Reviews

Atman

There are many plays with just two characters, but in Atman this particular facet is more literal than most. This lean little play, around 50 minutes long, revolves around A (Lucy Griffiths) and B (Matthew Spencer). A’s disconnection from life and consequent loneliness has led her to seek the help of B, a therapist; but this is no ordinary consultation.

Not only do these two not have full names, but they inhabit an uncanny world with allegedly only one language, and the mysterious and powerful Library is embarking upon a project to possess every book that could possibly exist. A has discovered a novel chronicling the story of her life, and at B’s suggestion, experiments to see if she can be the author of herself.

If this sounds like something out of a Borges short story, you’re not far off. Iain Finlay Macleod’s play – originally written and performed in Scots Gaelic five years ago – makes its English debut fully embracing the capacity of fiction to create and control.

Indeed, Borges would fully approve of the play’s Gaelic origins, obsessed as he was with neglected languages (as well as an author, he translated works from Old Norse and Old English into his native Spanish). Borges’ stories have been described as comedies of the intellect, “of an intellect doomed to trip over a banana skin” and, while dizzyingly intellectual, Macleod’s script is pithy enough to be witty as well as wise.

Lucy Griffiths (who you may recognise from BBC’s Robin Hood) and Matthew Spencer excel at breathing life into the intricate intellectual quandaries proposed by the script. Griffiths manages the not inconsiderable task of being impossibly beguiling while never distracting us from the play’s cleverness, and her self-absorbed personality has an irresistible believability ensuring that the audience’s curiosity is always in-step with her own.

Spencer is also excellent; his impeccable timing gives the piece the sharpness and verve on which the success of the piece depends. As the therapist, he is the one trying to impose structure on A’s life, which in turn attempts to control the structure of the play itself. In fact, Atman is rooted in this power struggle between A and B, between action and consequence.

This is portrayed between scenes through displays of physical movement that, although well performed, are largely unnecessary. The power-play is palpable enough in the script and its delivery by the two exemplary actors; the clashes of concepts didn’t need to be physicalized by having the actors chase each other with chairs around the stage.

Atman uses the set of Fanta Orange, which is currently playing at the Finborough during the week. But the backdrop is irrelevant: the conceptual landscapes Macleod’s language creates are both stark and striking while maintaining a not unfamiliar realism. This piece plays upon the authority of authorship and the friction of fictions to create a truly gripping drama of literary intent and dissent. Like any great story, it will remembered long after its telling.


AIM OF THE EXERCISE
Find every line below where the string "this" shows up, and copy those lines.

Items from a dataset:
* * * * * * *
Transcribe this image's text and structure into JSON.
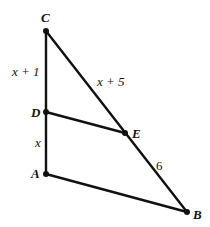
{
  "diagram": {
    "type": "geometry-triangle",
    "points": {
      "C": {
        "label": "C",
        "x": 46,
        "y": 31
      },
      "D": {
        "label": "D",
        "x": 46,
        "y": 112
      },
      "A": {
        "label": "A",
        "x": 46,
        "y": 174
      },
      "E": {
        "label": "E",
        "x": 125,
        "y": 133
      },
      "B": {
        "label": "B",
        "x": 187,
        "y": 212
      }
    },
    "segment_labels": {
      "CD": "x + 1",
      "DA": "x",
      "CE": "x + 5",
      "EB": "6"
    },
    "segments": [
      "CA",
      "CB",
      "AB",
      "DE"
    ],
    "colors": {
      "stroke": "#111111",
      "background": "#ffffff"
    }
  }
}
* * * * * * *
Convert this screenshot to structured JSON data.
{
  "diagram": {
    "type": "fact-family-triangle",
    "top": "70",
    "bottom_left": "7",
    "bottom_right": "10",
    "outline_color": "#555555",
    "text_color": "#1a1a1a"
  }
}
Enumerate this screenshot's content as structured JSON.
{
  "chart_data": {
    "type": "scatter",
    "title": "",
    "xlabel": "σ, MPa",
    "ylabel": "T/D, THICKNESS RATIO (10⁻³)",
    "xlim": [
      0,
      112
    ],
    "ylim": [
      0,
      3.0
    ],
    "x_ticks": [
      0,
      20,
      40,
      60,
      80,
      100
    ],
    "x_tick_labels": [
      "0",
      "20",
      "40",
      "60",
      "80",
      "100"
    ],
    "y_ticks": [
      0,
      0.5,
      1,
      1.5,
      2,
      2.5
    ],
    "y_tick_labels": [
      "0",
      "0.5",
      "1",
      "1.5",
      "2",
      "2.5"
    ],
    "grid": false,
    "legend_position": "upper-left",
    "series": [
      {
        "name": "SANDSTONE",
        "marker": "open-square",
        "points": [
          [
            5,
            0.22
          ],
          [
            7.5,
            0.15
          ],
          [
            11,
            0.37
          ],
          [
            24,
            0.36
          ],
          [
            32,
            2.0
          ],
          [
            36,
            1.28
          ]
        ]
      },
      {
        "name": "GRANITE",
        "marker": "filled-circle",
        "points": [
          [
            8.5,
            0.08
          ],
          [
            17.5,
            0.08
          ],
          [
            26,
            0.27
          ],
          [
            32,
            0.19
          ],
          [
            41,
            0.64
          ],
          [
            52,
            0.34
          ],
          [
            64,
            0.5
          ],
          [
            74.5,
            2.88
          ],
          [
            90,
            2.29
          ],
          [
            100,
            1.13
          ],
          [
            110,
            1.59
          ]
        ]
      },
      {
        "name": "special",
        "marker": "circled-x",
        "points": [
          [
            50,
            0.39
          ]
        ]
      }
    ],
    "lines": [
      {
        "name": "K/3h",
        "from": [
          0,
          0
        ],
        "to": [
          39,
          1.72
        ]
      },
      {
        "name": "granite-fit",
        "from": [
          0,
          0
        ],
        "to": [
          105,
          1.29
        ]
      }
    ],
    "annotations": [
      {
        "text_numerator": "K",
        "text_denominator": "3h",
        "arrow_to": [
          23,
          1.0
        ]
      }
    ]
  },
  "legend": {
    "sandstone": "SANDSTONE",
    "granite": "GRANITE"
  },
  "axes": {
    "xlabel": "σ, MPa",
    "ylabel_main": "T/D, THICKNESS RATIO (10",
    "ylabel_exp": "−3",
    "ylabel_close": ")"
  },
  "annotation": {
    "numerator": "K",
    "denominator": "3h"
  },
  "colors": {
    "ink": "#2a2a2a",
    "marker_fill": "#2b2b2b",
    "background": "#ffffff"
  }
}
* * * * * * *
EXPECTED ANSWER
Transcribe this image's text and structure into JSON.
Convert this screenshot to structured JSON data.
Enumerate this screenshot's content as structured JSON.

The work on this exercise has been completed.